Almost every element I should’ve hated, and made me disregard this movie as awful, but I was still having a great time. The rest of the audience seemed to be with me as well, and it was almost like we were all experiencing some sort of shared trauma together: by the end we were connected in a communal way. Each painfully serious moment filled with audience laughter, each annoying lyric sung as though we were screaming back at Andrew Llyod Weber himself. I have never been so happy to be in a movie theater. All of my favorite types of people were there: granola parents, obnoxious teenagers, and of course, theater lovers. Not to say that this was a highly regarded show. Cats, as a theater production, has been ripped apart and parodied for as long as theater history itself. A very talented actress I once knew, even though she had a substantial part in Cats, wouldn’t allow her friends to come to the show or take pictures. She, like myself, was ashamed to be so fascinated and involved in the world of Cats. But as a movie, I am sure that this will soon be a sort of “cult classic”, amongst the ranks of The Room, or even Rocky Horror Picture Show. A cult classic is a film which is unpopular to mainstream audiences, but watched religiously by a specific group of people, usually in a sort of revolutionary or ironic way.

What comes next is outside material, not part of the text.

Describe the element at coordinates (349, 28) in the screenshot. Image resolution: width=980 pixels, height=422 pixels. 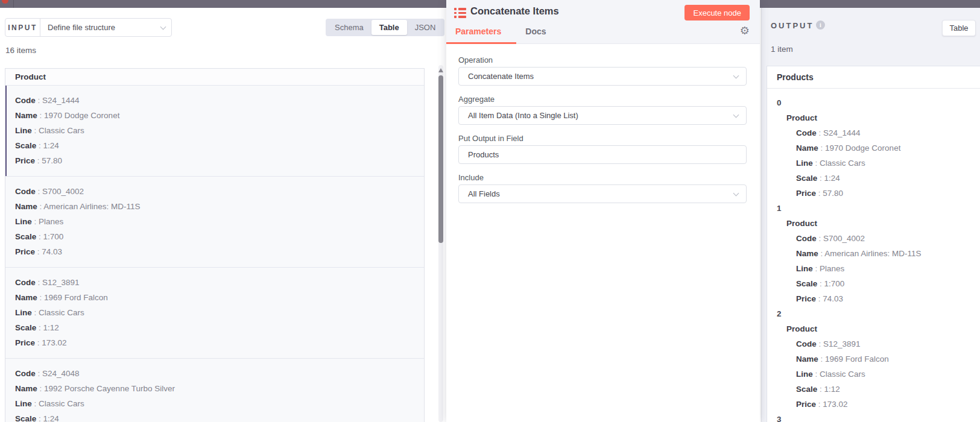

So, why do we love to watch movies ironically? Why do we have continued midnight screenings of films that have been labeled as B-List or straight-up Bad? I am pretty sure that one doesn’t dress up as Riff-Raff for a showing of Rocky Horror to admire the wonderful cinematography, or the fantastic set design. They do it for the community. A theater full of their peers, even if they are strangers, reciting the lines and throwing objects at the screen. Not unlike my experience at the Showcase Cinema de Lux on a Sunday afternoon with my parents, we were all in it together. If I sat in my room and watched Cats on my computer I think I would have hated it: without the comradery and shared disappointment, there is no joy in bad movies. The thing that was the most memorable was the community that was made with a few strangers in a theater, not the movie about people pretending to be cats. And maybe the songs. Damn, they are catchy.